FORGOT YOUR DETAILS?

Why election promises may never be the same again.

by / / Published in Digital, Government

As we enter that quintessentially Australian “caretaker” period in the run up to the election, thoughts turn again to politics. The Daily Telegraph in Sydney yesterday ran a piece about ad agencies being the major benefactors of the rumored $100m spend on political advertising and the first ads ran on TV last night. For what it’s worth, with the media costs being about 80% of the total ad spend, I don’t actually agree that the ad agencies will be the major benefactors, but I digress…

It’s quite telling that despite the explosion in interest in community engagement in Government, I’m not aware of any website that’s being used to publicly canvass opinion on the policies each of the parties is going to take to the election. Odd, because the modern interweb is overflowing with discussion forums, questionnaires and even moderated focus groups inviting us to chuck in our ten cents worth on everything from chocolate bars to procurement policy.

While politicians seem slow to embrace the opportunity for public engagement, perhaps fearful of airing dirty washing in public, progressive businesses are seeing engagement as an opportunity to minimize the shock of the new. There’s nothing worse than finding out after the event that your game changing announcement is actually this years’ Marmite 2.0. Or that the millions of dollars promoting the benefits of work choices turned voters off, not on.

And if events elsewhere are any guide, in a few months time someone else will be doing it for them. In Canada and Argentina, that’s exactly what’s happening. And there’s nothing the Government can do to stop it.

The backstory is simple. As part of his pre-election campaigning, Pierre Trudeau and his team were unusually active in the sheer number of things they planned to address if they were elected. Within four weeks of his taking office in November 2015, an innovative new community engagement website trudeaumetre.ca  was launched to celebrate the arrival of the new Government.

But not by Trudeau. Or his people. The brainchild of independent Canadian developer Dom Bernard, the privately funded venture painstakingly listed 167 different pledges made by Trudeau and his campaign team, (today’s number is 219) helpfully grouped by themes including the economy, the environment, immigration, culture and security, each accompanied by a simple bulletin board.

In a real stroke of genius, members of the public were invited to become “promise trackers”, whose role was to ensure that the site was kept up to date by adding relevant news or announcements.

Now six months old, free to use and accessible across the World Wide Web, headed by a simple dashboard showing promises kept, the website takes the notion of “keeping them honest” to a whole new digital level. Within a week or two of launch, 700 people had commented on Trudeau’s promise to amend the “first past the post” system. Checking the site today, 29 promises are already complete. Trudeau might be very happy with that. The voters will decide what they think about the 15 promises apparently already broken.

Having spent a good chunk of time in the community engagement and performance reporting arena in Government, I’d say there are four key reasons why this website has changed things forever.

  • It is gloriously independent (of Government).
  • It unites voters in a shared collective responsibility in “keeping them honest”.
  • It costs (virtually) nothing to run, update, amend and publish.
  • It’s the best daily barometer of opinion that any Government has.

That last point may have surprised some people. Why would Government need external help to know how they are doing? Don’t they have researchers and opinion pollsters already?

The secret is in the detail. One of the brilliant things the website does is provide a live, real time barometer of people’s thinking. About which really important issues are actually really important as opposed to the ones that no one really cares about.

Clearly, during the fever of electioneering, someone in Trudeau’s team thought it was important to make a promise along the lines of

“Parliamentary committees will be given more resources to acquire independent, expert analysis of proposed legislation.

In hindsight, it may not be a big surprise that only two people have been moved to comment on this once important issue. And one of them was commenting on the other. If I was Trudeau, I’d have already shuffled this down the list of priorities.

Independent, authentic and changing every day. This is the modern world. And brilliantly, a version of the site has been launched in Argentina tracking the promises of newly elected Premier Mauricio Macri. By listing progress in real time, it’s a win win for Governments who are getting on with stuff. And it helps them manage priorities.

I wonder whether there will ever be another election that isn’t followed by a “trudeaumetre”. Probably more than one. One can only imagine what will happen in Washington DC on the second Tuesday in November.

Trumpmetre? Perish the thought. Turnbullmetre? Shortenmetre? I’ve already bought the URL’s.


◆ **YOUR OBJECTIVE**
Lines from the one containing "pixels, height=622 pixels." through the final line of the records below are needed, copied exactly, with no pictures.

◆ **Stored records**
++++++
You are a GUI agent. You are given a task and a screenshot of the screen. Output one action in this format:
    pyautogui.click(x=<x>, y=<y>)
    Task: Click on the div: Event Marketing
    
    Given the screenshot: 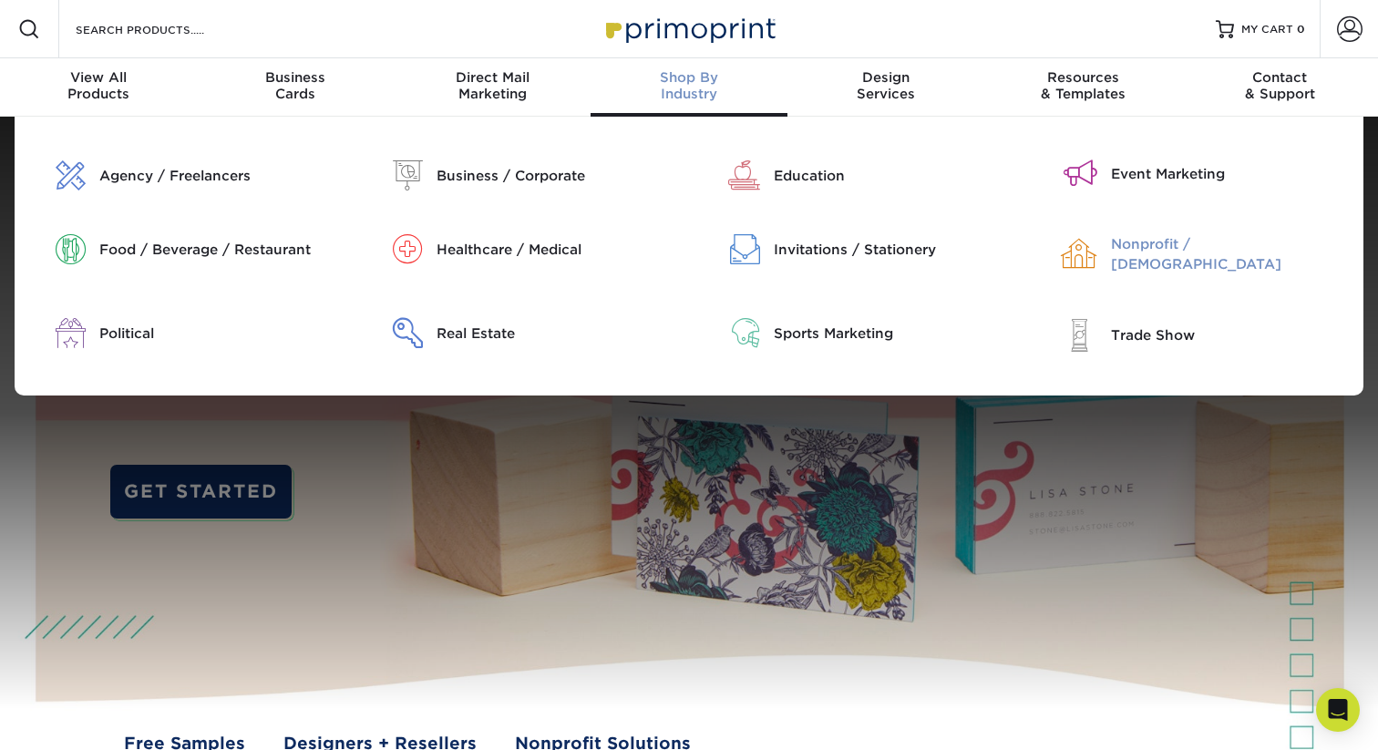 What is the action you would take?
    pyautogui.click(x=1230, y=174)
    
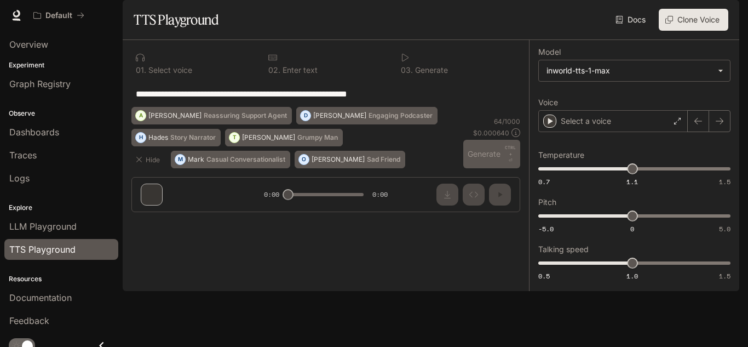  What do you see at coordinates (561, 155) in the screenshot?
I see `p: Temperature` at bounding box center [561, 155].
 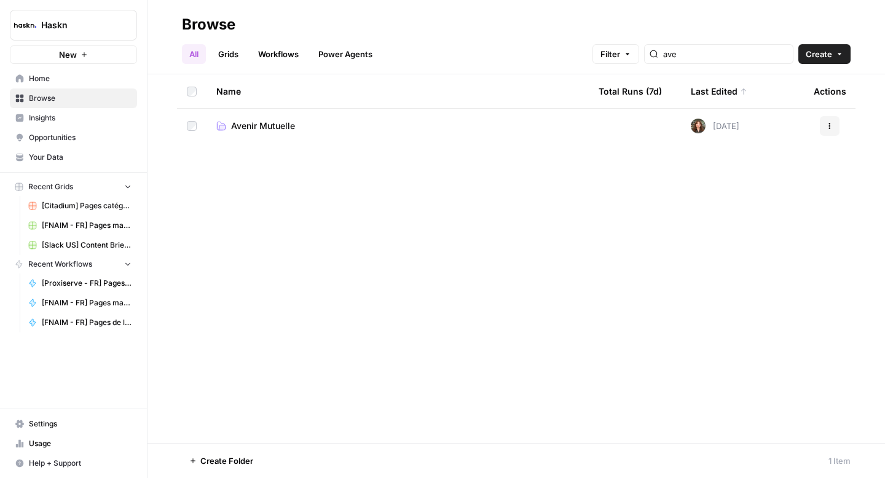 I want to click on a: Avenir Mutuelle, so click(x=398, y=126).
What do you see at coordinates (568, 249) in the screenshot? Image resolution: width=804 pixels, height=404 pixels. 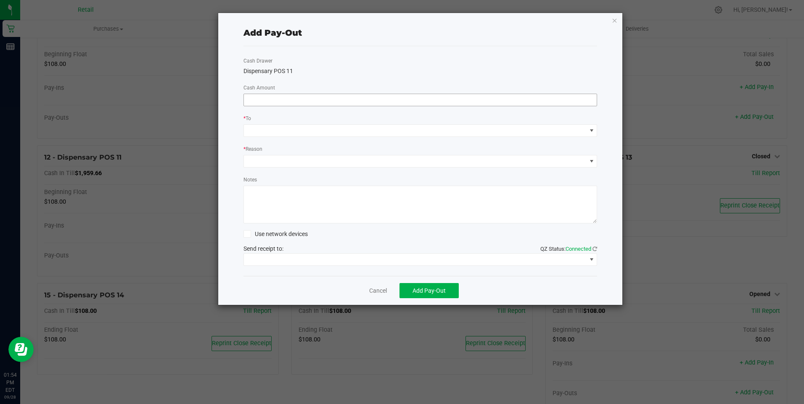 I see `span: QZ Status:` at bounding box center [568, 249].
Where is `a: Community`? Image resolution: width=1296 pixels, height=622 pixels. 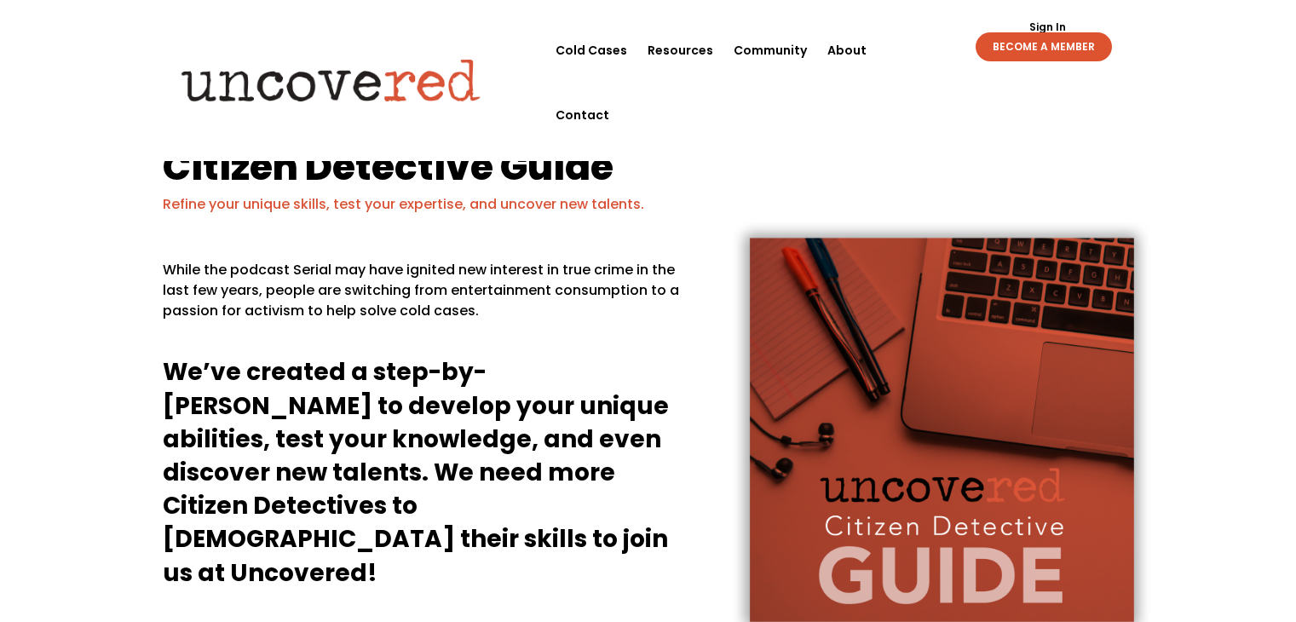
a: Community is located at coordinates (771, 50).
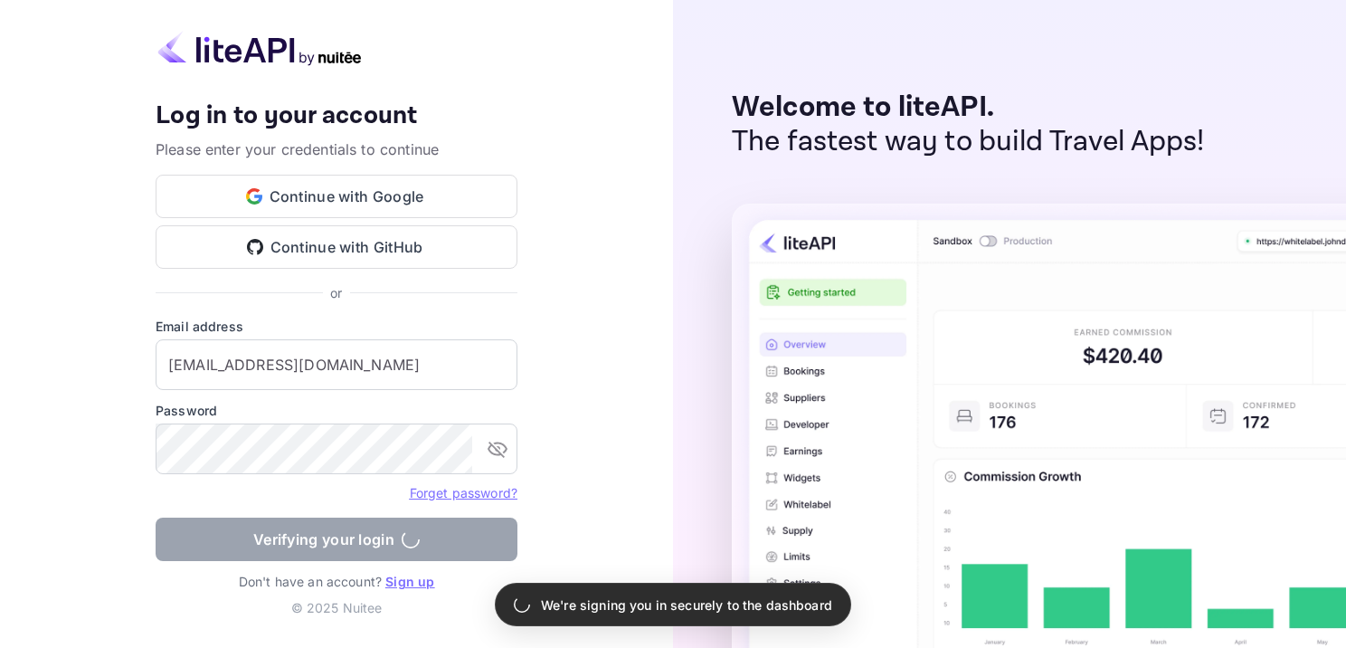 The image size is (1346, 648). Describe the element at coordinates (336, 196) in the screenshot. I see `button: Continue with Google` at that location.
++++++
◆ **FINISHED TASK**
Where is `a: Community`? Image resolution: width=1296 pixels, height=622 pixels. 
a: Community is located at coordinates (771, 50).
 The image size is (1346, 648). Describe the element at coordinates (336, 196) in the screenshot. I see `button: Continue with Google` at that location.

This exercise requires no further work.